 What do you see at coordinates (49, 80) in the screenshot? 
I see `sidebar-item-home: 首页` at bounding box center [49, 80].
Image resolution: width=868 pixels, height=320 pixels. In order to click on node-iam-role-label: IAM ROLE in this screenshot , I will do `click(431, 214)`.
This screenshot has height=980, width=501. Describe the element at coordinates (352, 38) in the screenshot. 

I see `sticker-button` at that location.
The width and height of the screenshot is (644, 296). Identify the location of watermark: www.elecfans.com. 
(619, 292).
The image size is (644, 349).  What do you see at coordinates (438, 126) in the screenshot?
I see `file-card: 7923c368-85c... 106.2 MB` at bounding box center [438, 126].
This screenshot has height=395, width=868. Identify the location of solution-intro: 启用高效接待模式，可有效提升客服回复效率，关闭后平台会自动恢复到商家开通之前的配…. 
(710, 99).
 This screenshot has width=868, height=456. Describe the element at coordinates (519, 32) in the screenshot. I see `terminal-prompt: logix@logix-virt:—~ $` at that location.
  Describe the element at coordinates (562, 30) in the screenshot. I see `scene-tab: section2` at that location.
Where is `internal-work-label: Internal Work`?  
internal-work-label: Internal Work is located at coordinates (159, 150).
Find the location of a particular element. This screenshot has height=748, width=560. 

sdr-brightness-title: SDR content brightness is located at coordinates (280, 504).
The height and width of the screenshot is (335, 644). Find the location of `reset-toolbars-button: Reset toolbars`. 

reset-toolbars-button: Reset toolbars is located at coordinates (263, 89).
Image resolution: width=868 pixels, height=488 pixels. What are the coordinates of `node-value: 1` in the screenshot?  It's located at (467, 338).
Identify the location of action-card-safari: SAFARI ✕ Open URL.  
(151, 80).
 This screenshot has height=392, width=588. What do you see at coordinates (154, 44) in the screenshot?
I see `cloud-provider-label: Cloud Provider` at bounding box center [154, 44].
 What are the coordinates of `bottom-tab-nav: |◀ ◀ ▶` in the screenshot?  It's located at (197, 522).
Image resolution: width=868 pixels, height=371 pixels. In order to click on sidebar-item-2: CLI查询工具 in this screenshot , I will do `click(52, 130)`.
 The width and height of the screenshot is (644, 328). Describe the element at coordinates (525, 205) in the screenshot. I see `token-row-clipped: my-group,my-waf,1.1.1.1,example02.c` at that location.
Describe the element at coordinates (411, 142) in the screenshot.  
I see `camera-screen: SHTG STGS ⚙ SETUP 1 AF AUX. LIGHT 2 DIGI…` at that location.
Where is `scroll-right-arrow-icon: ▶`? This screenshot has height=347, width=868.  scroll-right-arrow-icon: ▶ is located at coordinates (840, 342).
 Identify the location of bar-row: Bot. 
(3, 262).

ASSIGNMENT
Could you output, exactly and with nothing else, the lines from the start of the records through the line containing "Image resolution: width=868 pixels, height=320"?

SOLUTION TO THIS TASK
 What do you see at coordinates (49, 80) in the screenshot? 
I see `sidebar-item-home: 首页` at bounding box center [49, 80].
Image resolution: width=868 pixels, height=320 pixels. In order to click on node-iam-role-label: IAM ROLE in this screenshot , I will do `click(431, 214)`.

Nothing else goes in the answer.